Facilities should maintain detailed recipes and preparation guidelines for texture-modified diets, train all kitchen and nursing staff on the importance of diet texture compliance, implement effective verification systems before meals reach residents, and regularly audit dietary operations to identify and correct gaps. The absence of these basic safeguards at Forest Ridge Health & Rehab created an environment where preventable errors could and did occur.

Additional Issues Identified

Beyond the major violations detailed above, the inspection narrative revealed several contributing factors to the facility's dietary service failures. The breakdown in the triple-check verification process highlighted inadequate backup staffing plans when key dietary personnel were absent. The new cook who plated the incorrect meal textures was operating without sufficient supervision or completed training on reading tray cards and identifying appropriate diet textures.

The facility's failure to utilize standardized recipes for pureed foods demonstrated a lack of basic quality control measures in food preparation. The months-long delay in entering a resident's documented food preferences into the dietary computer system showed systemic communication failures between departments, with social services staff providing information that dietary management failed to implement despite multiple attempts and follow-ups.
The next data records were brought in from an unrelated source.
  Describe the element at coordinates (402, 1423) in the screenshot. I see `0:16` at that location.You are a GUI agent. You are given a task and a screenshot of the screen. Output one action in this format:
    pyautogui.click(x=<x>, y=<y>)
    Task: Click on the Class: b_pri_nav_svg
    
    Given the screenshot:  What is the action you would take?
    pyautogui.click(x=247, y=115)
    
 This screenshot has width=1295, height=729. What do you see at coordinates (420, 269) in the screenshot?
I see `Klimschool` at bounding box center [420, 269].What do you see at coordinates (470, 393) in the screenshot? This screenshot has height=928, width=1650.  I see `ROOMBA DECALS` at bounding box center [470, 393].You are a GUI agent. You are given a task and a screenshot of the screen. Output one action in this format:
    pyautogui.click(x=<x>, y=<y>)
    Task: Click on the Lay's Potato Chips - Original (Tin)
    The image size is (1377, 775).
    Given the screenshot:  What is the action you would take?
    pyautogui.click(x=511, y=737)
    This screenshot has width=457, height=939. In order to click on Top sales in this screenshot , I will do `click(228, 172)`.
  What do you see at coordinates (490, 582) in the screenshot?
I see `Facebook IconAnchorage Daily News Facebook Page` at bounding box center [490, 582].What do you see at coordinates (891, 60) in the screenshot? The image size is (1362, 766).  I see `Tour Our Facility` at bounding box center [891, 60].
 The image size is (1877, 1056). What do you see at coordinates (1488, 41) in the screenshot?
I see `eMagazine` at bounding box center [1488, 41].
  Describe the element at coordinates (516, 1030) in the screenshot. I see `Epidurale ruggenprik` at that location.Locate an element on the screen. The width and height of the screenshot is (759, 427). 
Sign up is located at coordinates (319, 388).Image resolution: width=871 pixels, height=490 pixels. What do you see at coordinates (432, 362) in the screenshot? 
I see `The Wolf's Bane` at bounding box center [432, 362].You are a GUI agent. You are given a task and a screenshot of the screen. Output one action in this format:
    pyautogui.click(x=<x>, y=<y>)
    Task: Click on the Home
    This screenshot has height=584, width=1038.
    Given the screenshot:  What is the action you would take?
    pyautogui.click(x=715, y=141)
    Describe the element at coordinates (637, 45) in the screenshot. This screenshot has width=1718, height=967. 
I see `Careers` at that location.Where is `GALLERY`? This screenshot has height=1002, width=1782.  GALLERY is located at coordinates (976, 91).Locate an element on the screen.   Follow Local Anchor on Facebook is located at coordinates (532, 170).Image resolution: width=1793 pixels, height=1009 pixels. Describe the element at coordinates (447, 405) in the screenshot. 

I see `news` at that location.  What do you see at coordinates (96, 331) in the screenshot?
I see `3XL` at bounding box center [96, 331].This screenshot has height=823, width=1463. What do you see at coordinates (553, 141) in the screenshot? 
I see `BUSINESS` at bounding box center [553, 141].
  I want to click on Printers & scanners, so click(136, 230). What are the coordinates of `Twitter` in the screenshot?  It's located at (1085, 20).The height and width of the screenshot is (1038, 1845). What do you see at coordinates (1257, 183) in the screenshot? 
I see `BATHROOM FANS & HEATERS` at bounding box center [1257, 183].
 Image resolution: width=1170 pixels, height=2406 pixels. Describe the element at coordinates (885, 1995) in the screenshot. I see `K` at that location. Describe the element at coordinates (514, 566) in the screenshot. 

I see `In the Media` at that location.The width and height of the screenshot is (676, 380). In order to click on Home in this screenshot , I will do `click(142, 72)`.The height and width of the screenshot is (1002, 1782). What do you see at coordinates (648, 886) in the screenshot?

The inspection findings indicated that management oversight of dietary operations was insufficient to ensure compliance with basic safety protocols and individualized care requirements. Staff reported relying on personnel from other facilities to provide training and supervision, suggesting potential gaps in on-site leadership and accountability structures.

Facility Response and Corrective Actions

The facility was able to remove the immediate jeopardy designation on June 17, 2024, after taking corrective actions verified by surveyors. These actions included conducting staff interviews to verify understanding of proper procedures and reviewing updated puree recipes that kitchen staff would be required to follow.

The Regional Registered Dietitian confirmed that recipes for pureed meals had been reviewed and updated, and that dietary staff received education on their proper use. However, the inspection report focused on the documented violations and immediate corrections rather than long-term systemic changes to prevent recurrence.

Full Inspection Report

The details above represent a summary of key findings. View the complete inspection report for Forest Ridge Health & Rehab from 2024-06-18 including all violations, facility responses, and corrective action plans.